Many data-center workloads staying on premises, Uptime Institute finds.
Still not dead: The mainframe hangs on, sustained by Linux and hybrid cloud.
‘Don’t automatically dismiss IBM Z when making strategic decisions about your current and future IT environment. It continues to have significant market and competitive strength, and IBM makes sure it works with the latest technologies, including cloud computing and open-source tools.

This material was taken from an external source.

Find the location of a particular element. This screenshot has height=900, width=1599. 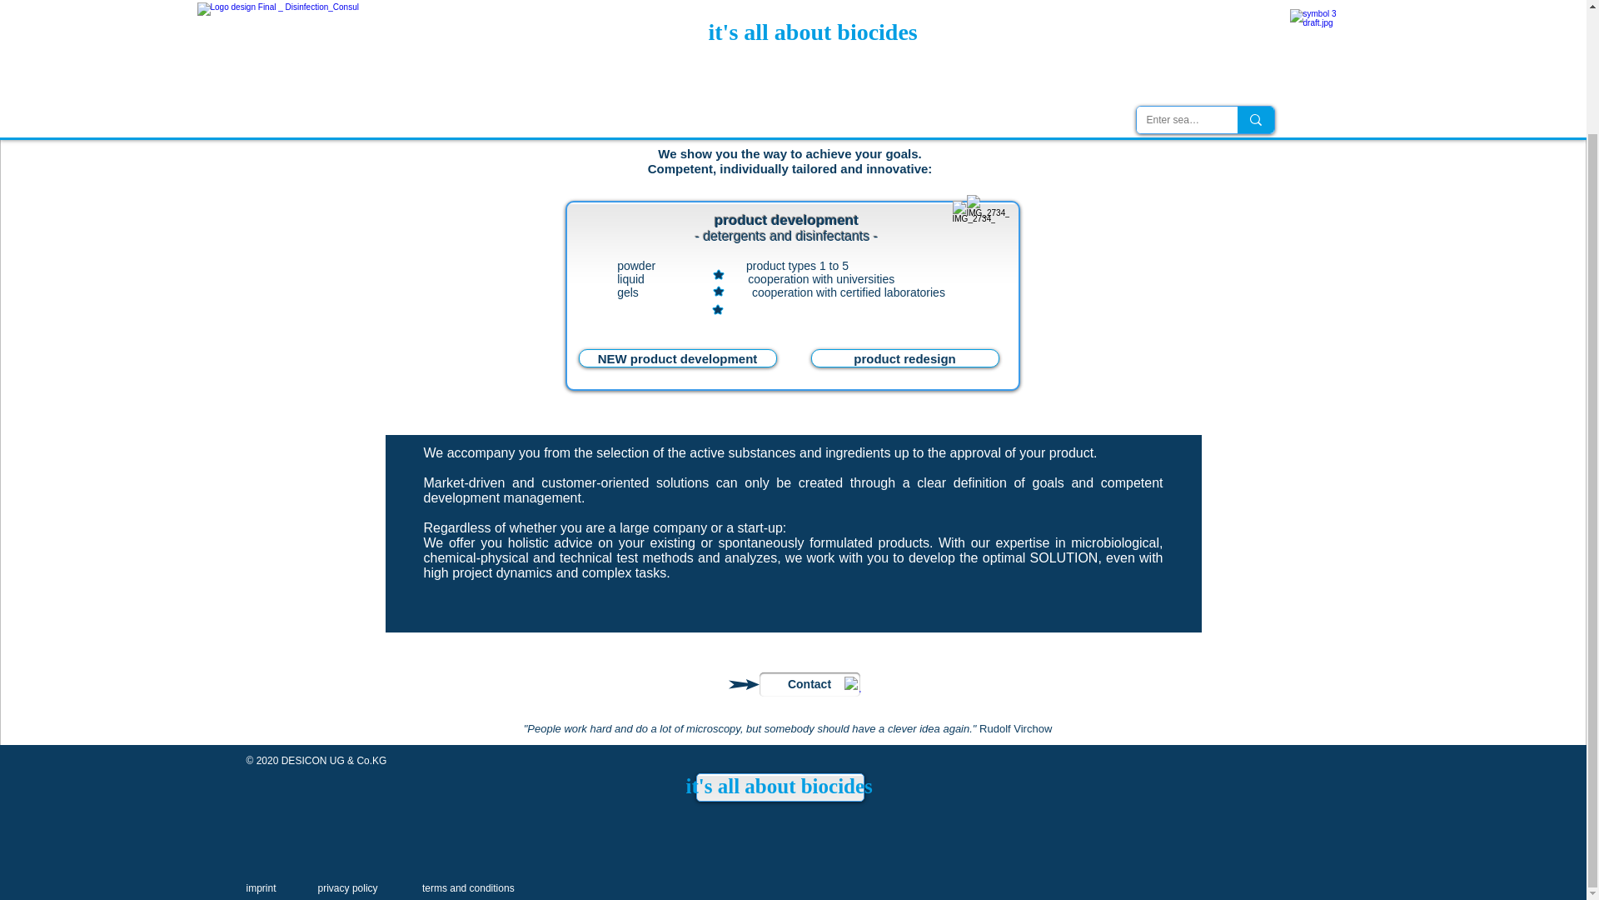

olicy                terms and conditions is located at coordinates (436, 888).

It’s a key innovation player that drives better ROI on core infrastructure while supporting the latest advancements in technology and user experience.’

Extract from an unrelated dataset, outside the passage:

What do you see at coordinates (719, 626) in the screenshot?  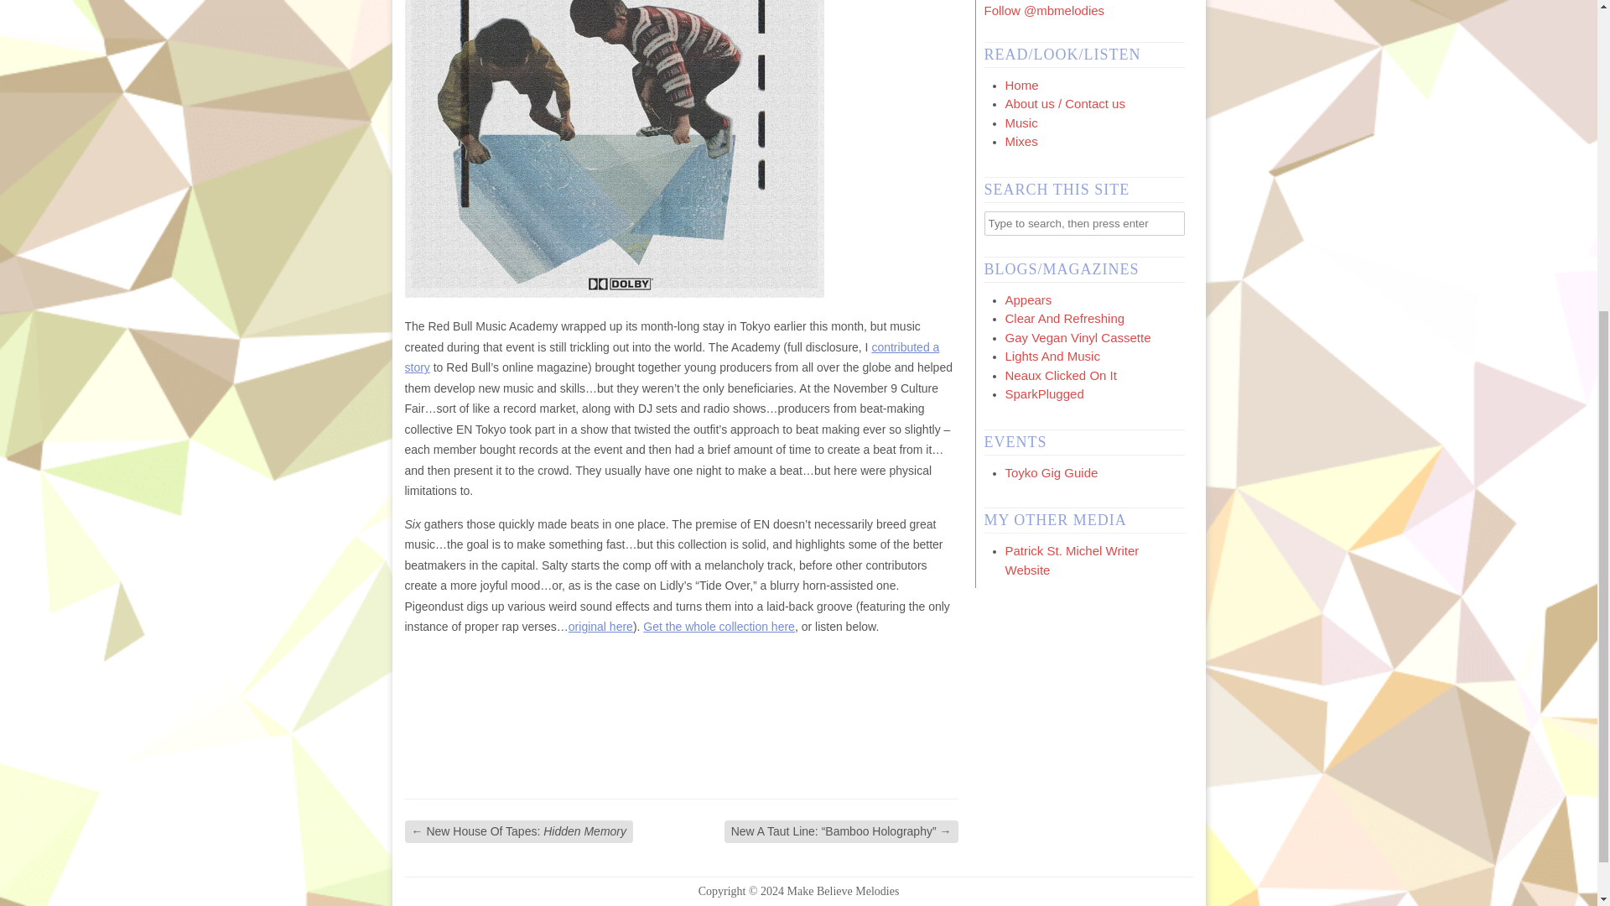 I see `Get the whole collection here` at bounding box center [719, 626].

The Rockstar in Your Data Center: The IBM Z Mainframe.
‘Although the global cloud computing market size is expected to grow from USD 371.4 billion in 2020 to USD 832.1 billion by 2025, at a compound annual growth rate of 17.5%, on-premise servers still operate in 98% of businesses.
Industry “started with mainframes, then we went to standalone servers, and then cloud was a big thing,” said Peter Tsai, a senior technology analyst at Spiceworks, an IT community forum. “Now it seems like we’re pulling computing resources back, closer to where they’re needed.” ‘
6 Reasons Why Internal Data Centers Won’t Disappear
- You don’t need the old, dumb 3270 screens to access it
- The mainframe today can take part in all the ‘technology races’ and is not simply a lonely COBOL silo, surviving on memories of the ‘great days’
- Despite all this, few, if any, computer science courses even acknowledge the existence of the mainframe, let alone teach anything about it.
“Why don’t you care about such a thing [mainframes]? Because you’ve been taught not to. Schools teach you that mainframes don’t matter, if they are mentioned at all. Well guess what! Not only do they matter, everything you do, your family does, your government does, relies on them.” [quotation from a mainframe article 2015]
Next time: Let’s Boot the Mainframe Out??
Super explanation. I hope that the world is watching this. waiting for the part 2.